Native Americans condemn the Dakota Pipeline, the law doesn’t

merrill matthews

According to environmental activists, the Dakota Access Pipeline Project crushed Native American rights, heritage — and objections. But the federal judge presiding over the case says the pipeline company and the U.S. Army Corps of Engineers have been diligent and respectful in their efforts to address Native American concerns.

I’m with the judge on this one.

The pipeline will transport 470,000 barrels of domestically-produced crude oil daily 1,200 miles from the Bakken shale formation in northwest North Dakota through South Dakota and Iowa, to Illinois refineries.

The majority of the almost-complete pipeline is on private land and needs no federal permits. But it needs Corps permits where it crosses a number of waterways and sits near culturally sensitive areas.

Enter the Standing Rock Sioux Tribe — trying to scuttle the pipeline — aided and abetted by outside activists, including Green Party presidential candidate Jill Stein, who defaced private property for a photo-op and subsequently earned an arrest warrant.

The tribe claims the Corps didn’t consult it, but U.S. District Judge James Boasberg wrote in his September opinion that the Corps reached out to the tribe multiple times with little to no response. “The Tribe largely refused to engage in consultations,” the judge said. Eventually, the tribe responded, but at the last-minute effort to stop all progress.

The tribe also claims the pipeline ignores Indian heritage lands. The judge disagreed, noting the company used “past cultural surveys” to avoid historic sites, and it “mostly chose to reroute” where “unidentified cultural resources… might be affected.”

The judge concluded, “the pipeline route had been modified 140 times in North Dakota alone to avoid potential cultural resources.”

That’s accommodation, not exploitation.

The Dakota Access Pipeline also intentionally parallels a natural gas pipeline that’s been around for years.

According to Judge Boasberg, “Dakota Access chose this route because it had ‘been disturbed in the past — both above and below ground level'” making it less likely that “new ground disturbances would harm intact cultural or tribal features.”

In short, the judge rejected the tribe’s claims with well-documented reasons.

If the tribe really wanted safety, it’d embrace pipelines. Scientific American points out that 2.5 million miles of U.S. “pipelines are roughly 70 times safer than trucks when it comes to transporting fuel.”

The article notes that many of those pipelines are aging. That’s exactly why you want companies building new pipelines with the latest technology and environmental protections.

But the issue was never about safety of the protesters. Raising concerns about endangered Indian historic sites is a tactic the left is using to achieve its larger goal: ending fossil fuels.

President Obama asked the pipeline company, Energy Transfer Partners, to delay construction, but an appeals court cleared the way for continuation in limited areas — and the company decided it would.

Regardless of who wins in the Dakota Access pipeline battle, this won’t be the last of the anti-pipeline demonstrations. The media have widely and favorably covered the protests, so protesters are targeting other pipelines. Celebrities are flying in on their private jets so they can get involved — and photographed.

Those who believe we need fossil fuels — at least for the foreseeable future — to power our economy and protect us from foreign threats need to resist these radical efforts.

We’re already protecting our cultural heritage. This fight is about protecting our way of life.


## Work instructions
Find "Object detection: find <b>tree</b>." in the data below; transcribe the line it appears on and each line after it, exactly, to the end, and nothing else.

--- --- ---

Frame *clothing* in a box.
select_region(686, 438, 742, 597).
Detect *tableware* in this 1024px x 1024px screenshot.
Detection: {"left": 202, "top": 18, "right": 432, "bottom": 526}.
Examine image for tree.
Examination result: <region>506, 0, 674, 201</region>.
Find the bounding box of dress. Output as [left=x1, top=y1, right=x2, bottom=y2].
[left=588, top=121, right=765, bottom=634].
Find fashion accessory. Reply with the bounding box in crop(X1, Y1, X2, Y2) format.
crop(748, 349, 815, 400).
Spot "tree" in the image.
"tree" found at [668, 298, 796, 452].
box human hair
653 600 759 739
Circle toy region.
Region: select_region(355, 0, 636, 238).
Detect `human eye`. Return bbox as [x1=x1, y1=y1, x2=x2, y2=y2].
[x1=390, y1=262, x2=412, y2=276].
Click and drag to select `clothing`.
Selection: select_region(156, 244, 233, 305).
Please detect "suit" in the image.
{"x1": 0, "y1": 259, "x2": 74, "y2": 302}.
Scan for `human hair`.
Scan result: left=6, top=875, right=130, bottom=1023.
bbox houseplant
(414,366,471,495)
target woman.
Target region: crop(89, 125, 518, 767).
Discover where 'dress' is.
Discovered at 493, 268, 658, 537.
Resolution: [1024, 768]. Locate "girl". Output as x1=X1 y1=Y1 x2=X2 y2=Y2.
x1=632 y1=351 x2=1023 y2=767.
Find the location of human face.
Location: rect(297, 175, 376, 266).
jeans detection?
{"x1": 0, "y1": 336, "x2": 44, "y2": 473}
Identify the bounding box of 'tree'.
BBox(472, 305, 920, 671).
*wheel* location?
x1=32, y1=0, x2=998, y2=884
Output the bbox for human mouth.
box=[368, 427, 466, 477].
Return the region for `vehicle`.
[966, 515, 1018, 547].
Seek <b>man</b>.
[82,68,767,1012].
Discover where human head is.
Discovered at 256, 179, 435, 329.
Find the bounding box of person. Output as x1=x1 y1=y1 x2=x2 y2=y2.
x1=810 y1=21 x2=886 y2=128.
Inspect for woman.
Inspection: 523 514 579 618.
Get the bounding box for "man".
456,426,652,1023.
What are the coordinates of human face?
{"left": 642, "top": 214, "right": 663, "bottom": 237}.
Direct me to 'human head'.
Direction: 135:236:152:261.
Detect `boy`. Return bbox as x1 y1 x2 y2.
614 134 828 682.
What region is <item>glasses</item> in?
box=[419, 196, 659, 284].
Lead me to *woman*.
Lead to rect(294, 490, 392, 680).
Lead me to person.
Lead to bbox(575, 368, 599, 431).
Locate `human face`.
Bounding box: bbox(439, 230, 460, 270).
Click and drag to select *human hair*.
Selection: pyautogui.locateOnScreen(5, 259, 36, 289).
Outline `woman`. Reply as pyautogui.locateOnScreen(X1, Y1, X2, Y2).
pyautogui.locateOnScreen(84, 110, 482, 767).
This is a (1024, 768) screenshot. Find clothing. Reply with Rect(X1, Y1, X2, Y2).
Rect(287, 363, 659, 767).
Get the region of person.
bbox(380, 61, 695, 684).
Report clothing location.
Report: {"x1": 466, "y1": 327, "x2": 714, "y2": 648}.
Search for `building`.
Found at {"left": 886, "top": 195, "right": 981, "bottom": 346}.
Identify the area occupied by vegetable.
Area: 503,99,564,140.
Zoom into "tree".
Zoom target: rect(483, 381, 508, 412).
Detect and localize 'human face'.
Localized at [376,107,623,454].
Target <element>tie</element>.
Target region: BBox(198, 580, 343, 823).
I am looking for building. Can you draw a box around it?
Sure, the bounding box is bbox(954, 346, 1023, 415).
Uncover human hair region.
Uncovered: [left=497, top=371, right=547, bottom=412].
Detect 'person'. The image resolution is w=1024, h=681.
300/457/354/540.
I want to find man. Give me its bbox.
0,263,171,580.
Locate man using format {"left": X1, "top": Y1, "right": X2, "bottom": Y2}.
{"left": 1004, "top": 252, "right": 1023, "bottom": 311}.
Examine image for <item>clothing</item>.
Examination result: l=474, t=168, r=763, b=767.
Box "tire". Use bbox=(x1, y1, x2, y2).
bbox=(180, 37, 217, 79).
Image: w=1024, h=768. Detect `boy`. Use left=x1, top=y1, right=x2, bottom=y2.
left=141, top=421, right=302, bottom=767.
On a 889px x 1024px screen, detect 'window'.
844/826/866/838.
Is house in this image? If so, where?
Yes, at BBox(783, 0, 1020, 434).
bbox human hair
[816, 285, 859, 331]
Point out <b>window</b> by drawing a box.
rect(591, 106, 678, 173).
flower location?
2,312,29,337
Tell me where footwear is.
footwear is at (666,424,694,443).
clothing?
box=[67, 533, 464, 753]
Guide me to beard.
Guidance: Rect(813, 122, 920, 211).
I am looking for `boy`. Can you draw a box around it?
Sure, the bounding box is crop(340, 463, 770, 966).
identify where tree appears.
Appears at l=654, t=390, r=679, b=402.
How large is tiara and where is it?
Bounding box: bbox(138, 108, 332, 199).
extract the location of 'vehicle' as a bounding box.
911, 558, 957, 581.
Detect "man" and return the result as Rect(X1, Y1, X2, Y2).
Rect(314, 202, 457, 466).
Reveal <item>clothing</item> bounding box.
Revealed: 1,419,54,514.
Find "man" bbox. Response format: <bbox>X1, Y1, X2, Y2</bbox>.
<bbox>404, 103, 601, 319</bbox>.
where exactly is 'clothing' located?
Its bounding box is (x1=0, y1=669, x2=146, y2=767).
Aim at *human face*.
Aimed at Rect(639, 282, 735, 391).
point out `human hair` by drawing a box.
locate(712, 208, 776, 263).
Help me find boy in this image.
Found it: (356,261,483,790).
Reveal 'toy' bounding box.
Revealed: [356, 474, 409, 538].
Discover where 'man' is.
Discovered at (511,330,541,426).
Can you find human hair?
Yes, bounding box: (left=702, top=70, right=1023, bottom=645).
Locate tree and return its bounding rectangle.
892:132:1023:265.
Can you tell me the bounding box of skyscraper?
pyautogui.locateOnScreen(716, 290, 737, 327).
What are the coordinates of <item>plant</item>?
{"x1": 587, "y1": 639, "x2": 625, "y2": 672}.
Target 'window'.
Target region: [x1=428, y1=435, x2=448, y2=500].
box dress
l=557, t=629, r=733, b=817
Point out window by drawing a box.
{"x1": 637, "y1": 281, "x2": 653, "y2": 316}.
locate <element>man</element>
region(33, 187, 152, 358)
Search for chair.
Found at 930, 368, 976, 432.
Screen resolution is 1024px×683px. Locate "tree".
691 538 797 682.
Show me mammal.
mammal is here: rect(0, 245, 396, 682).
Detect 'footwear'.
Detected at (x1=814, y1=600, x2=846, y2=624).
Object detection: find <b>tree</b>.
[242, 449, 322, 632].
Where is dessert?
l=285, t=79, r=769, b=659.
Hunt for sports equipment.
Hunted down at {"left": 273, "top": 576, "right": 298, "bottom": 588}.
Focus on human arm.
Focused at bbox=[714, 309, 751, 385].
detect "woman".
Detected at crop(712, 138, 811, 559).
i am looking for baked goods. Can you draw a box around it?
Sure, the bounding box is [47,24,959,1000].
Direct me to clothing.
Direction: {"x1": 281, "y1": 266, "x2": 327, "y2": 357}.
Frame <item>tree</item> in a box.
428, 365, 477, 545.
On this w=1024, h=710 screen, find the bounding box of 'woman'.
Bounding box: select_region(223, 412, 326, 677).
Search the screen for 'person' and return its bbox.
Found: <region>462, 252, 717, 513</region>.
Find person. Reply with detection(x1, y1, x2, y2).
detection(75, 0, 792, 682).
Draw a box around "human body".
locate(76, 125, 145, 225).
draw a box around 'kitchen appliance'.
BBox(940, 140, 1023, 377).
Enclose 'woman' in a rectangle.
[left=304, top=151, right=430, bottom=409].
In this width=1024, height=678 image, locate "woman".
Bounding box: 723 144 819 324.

--- --- ---

## Exercise output
Object detection: find <b>tree</b>.
[242, 449, 322, 632].
Where is dessert?
l=285, t=79, r=769, b=659.
Hunt for sports equipment.
Hunted down at {"left": 273, "top": 576, "right": 298, "bottom": 588}.
Focus on human arm.
Focused at bbox=[714, 309, 751, 385].
detect "woman".
Detected at crop(712, 138, 811, 559).
i am looking for baked goods. Can you draw a box around it?
Sure, the bounding box is [47,24,959,1000].
Direct me to clothing.
Direction: {"x1": 281, "y1": 266, "x2": 327, "y2": 357}.
Frame <item>tree</item> in a box.
428, 365, 477, 545.
On this w=1024, h=710 screen, find the bounding box of 'woman'.
Bounding box: select_region(223, 412, 326, 677).
Search the screen for 'person' and return its bbox.
Found: <region>462, 252, 717, 513</region>.
Find person. Reply with detection(x1, y1, x2, y2).
detection(75, 0, 792, 682).
Draw a box around "human body".
locate(76, 125, 145, 225).
draw a box around 'kitchen appliance'.
BBox(940, 140, 1023, 377).
Enclose 'woman' in a rectangle.
[left=304, top=151, right=430, bottom=409].
In this width=1024, height=678 image, locate "woman".
Bounding box: 723 144 819 324.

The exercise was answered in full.